The Emancipation Proclamation did not End Slavery. Here’s what Did
The legal designation of Juneteenth as a federal holiday recognizes a pivotal moment in U.S. history. While nearly every state and many cities previously celebrated Juneteenth, President Biden’s signing this into law on June 18 provided the nation’s highest approval and recognition.
Unfortunately, most of the reporting on Juneteenth erroneously conflates the arrival of Gen. Gordon Granger and Union troops in Galveston, Tex., on June 19, 1865, with the official end of slavery in the United States. That’s a misreading of the Emancipation Proclamation.
A recent Gallup Poll reported that 37 percent of adults say they know “a lot” or “some” about Juneteenth, and that 69 percent of African Americans made those claims. But it is not clear what respondents actually know.
As a legal matter, slavery officially ended in the United States on Dec. 6, 1865, when the 13th Amendment was ratified by three-quarters of the then-states — 27 out of 36 — and became a part of the Constitution. The text reads, in part, “Neither slavery nor involuntary servitude, except as a punishment for crime whereof the party shall have been duly convicted, shall exist within the United States.” Some legal historians, scholars, activists and even filmmakers have seen the “exception” clause as a loophole, included to appease the South, allowing states to reinstitute slave-like conditions such as chain gangs and prison labor.
Nevertheless, at that moment, chattel slavery was forever outlawed — including in the last two slaveholding states, Delaware and Kentucky. Neither had done so before then; neither were bound to do so under the provisions of the Emancipation Proclamation, which emancipated enslaved people only in states“ in rebellion against the United States.”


Exercise aim
In this exercise, copy exactly the lines from the one that contains "At what (x,y)" through the end of the entries below; pictures are not copied.

Dataset
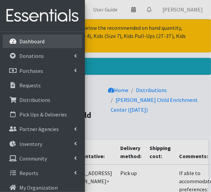 The image size is (211, 192). Describe the element at coordinates (39, 129) in the screenshot. I see `p: Partner Agencies` at that location.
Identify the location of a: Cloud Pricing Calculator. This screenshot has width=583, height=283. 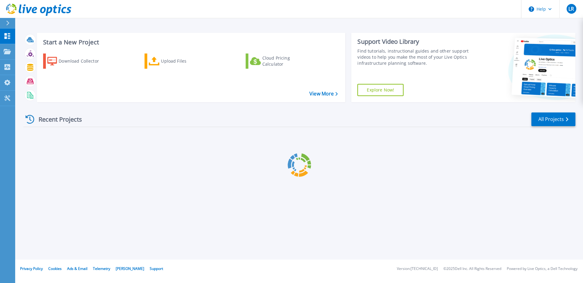
(279, 61).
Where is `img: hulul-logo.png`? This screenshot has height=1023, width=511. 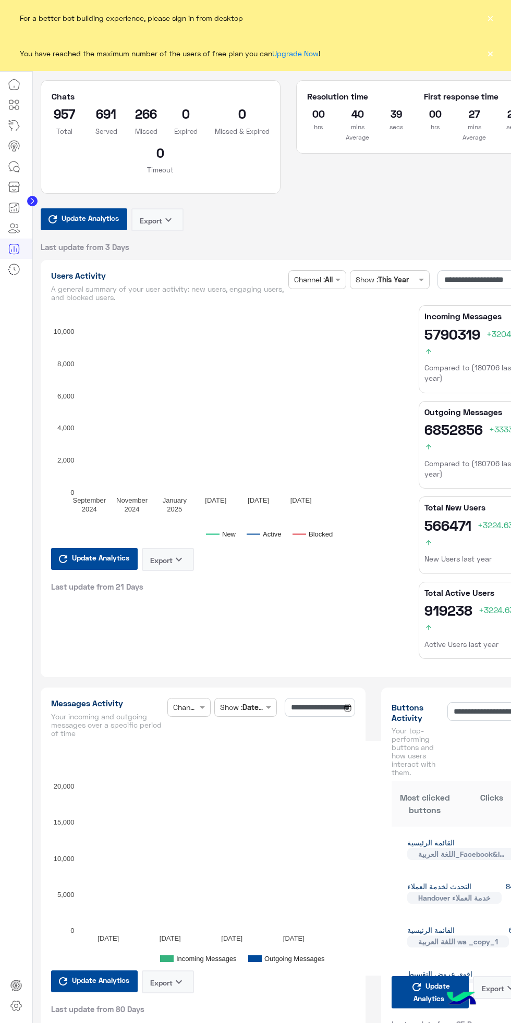
img: hulul-logo.png is located at coordinates (461, 1000).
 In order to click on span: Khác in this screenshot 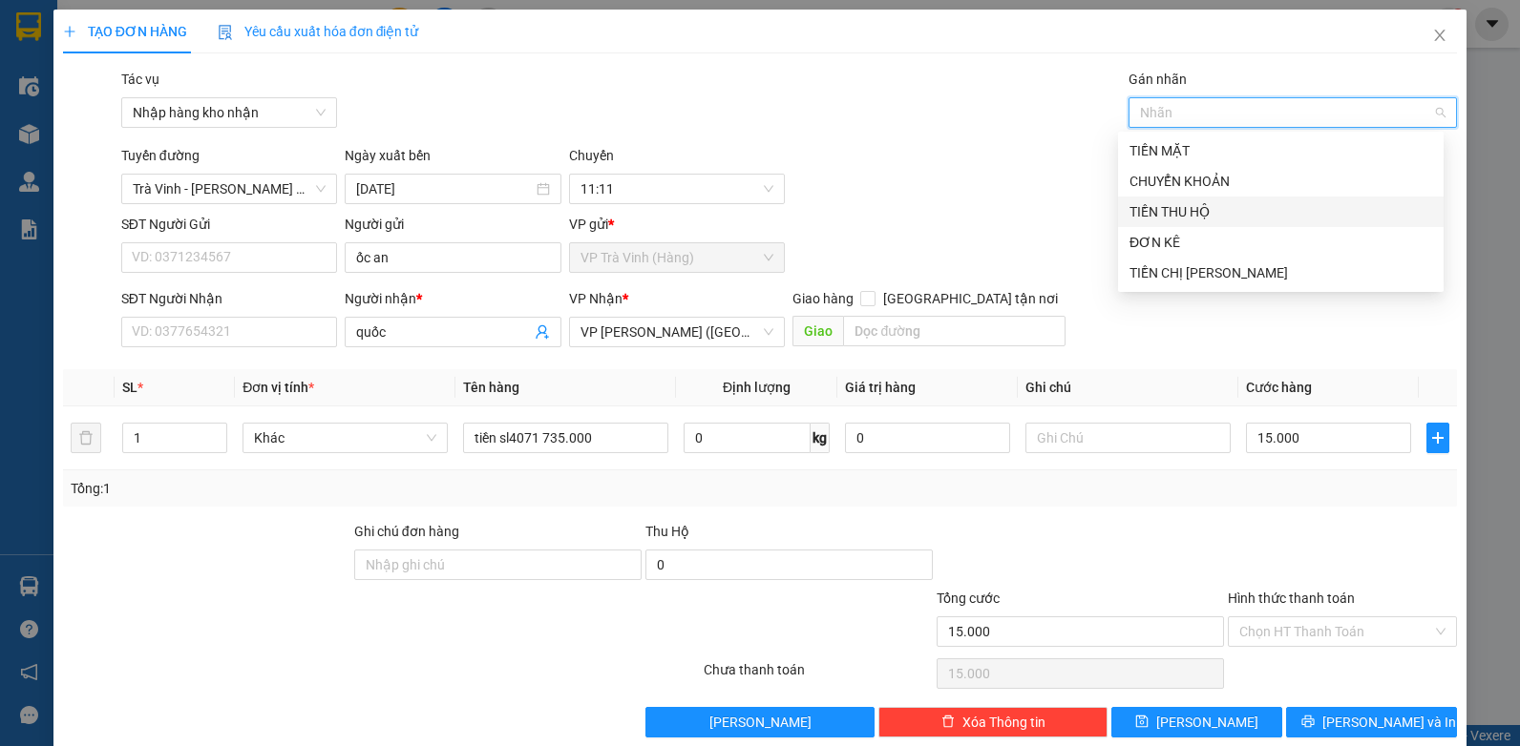, I will do `click(345, 438)`.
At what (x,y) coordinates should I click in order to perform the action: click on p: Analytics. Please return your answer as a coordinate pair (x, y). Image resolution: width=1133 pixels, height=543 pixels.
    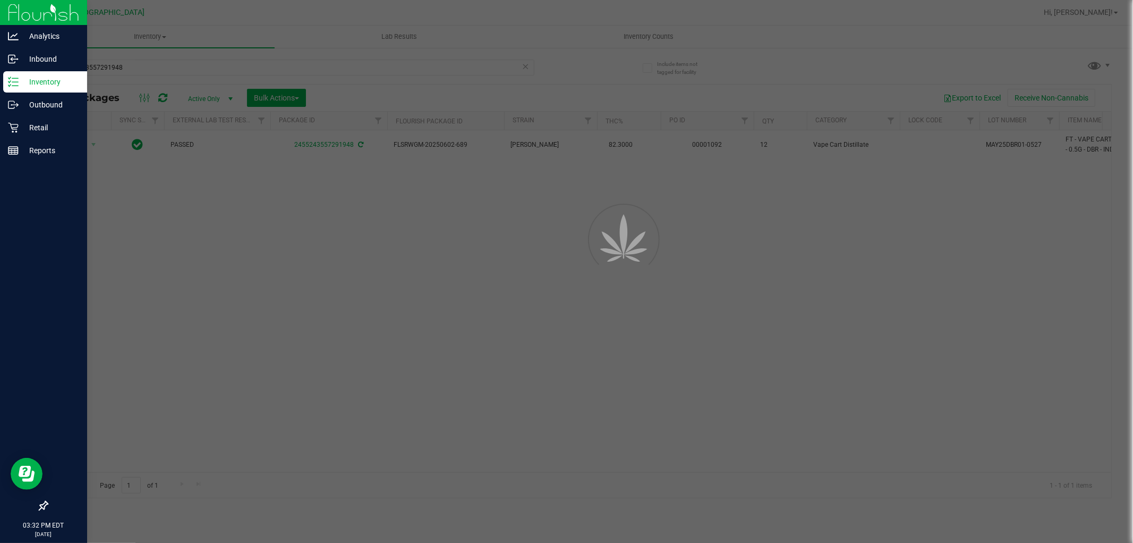
    Looking at the image, I should click on (50, 36).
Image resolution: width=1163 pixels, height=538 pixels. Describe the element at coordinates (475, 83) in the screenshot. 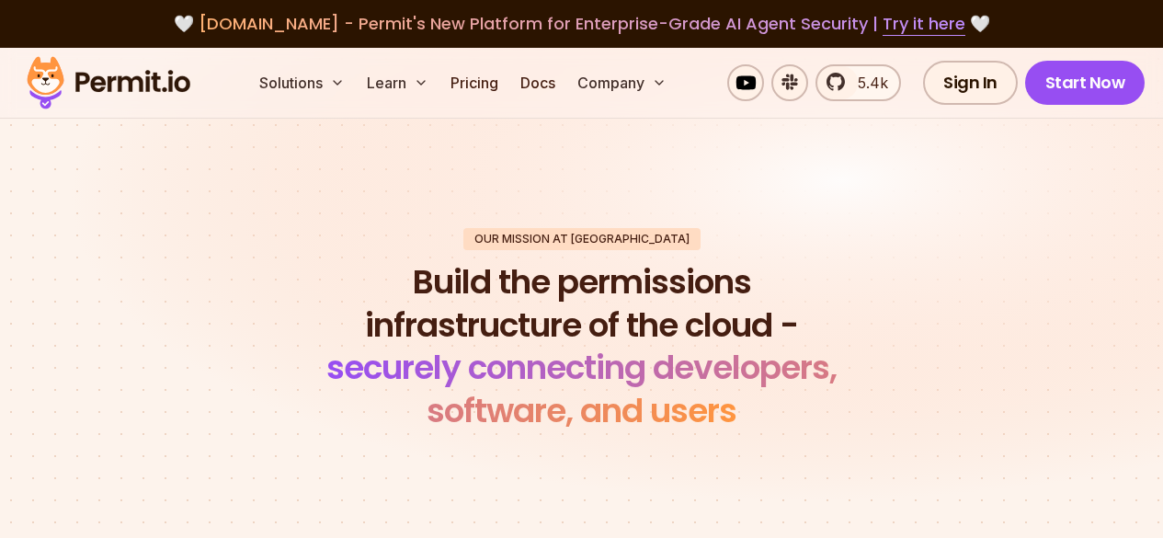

Result below
At what (x,y) coordinates should I click in order to perform the action: click on p: Analytics. Please return your answer as a coordinate pair (x, y). Image resolution: width=1133 pixels, height=543 pixels.
    Looking at the image, I should click on (50, 36).
Image resolution: width=1163 pixels, height=538 pixels. Describe the element at coordinates (475, 83) in the screenshot. 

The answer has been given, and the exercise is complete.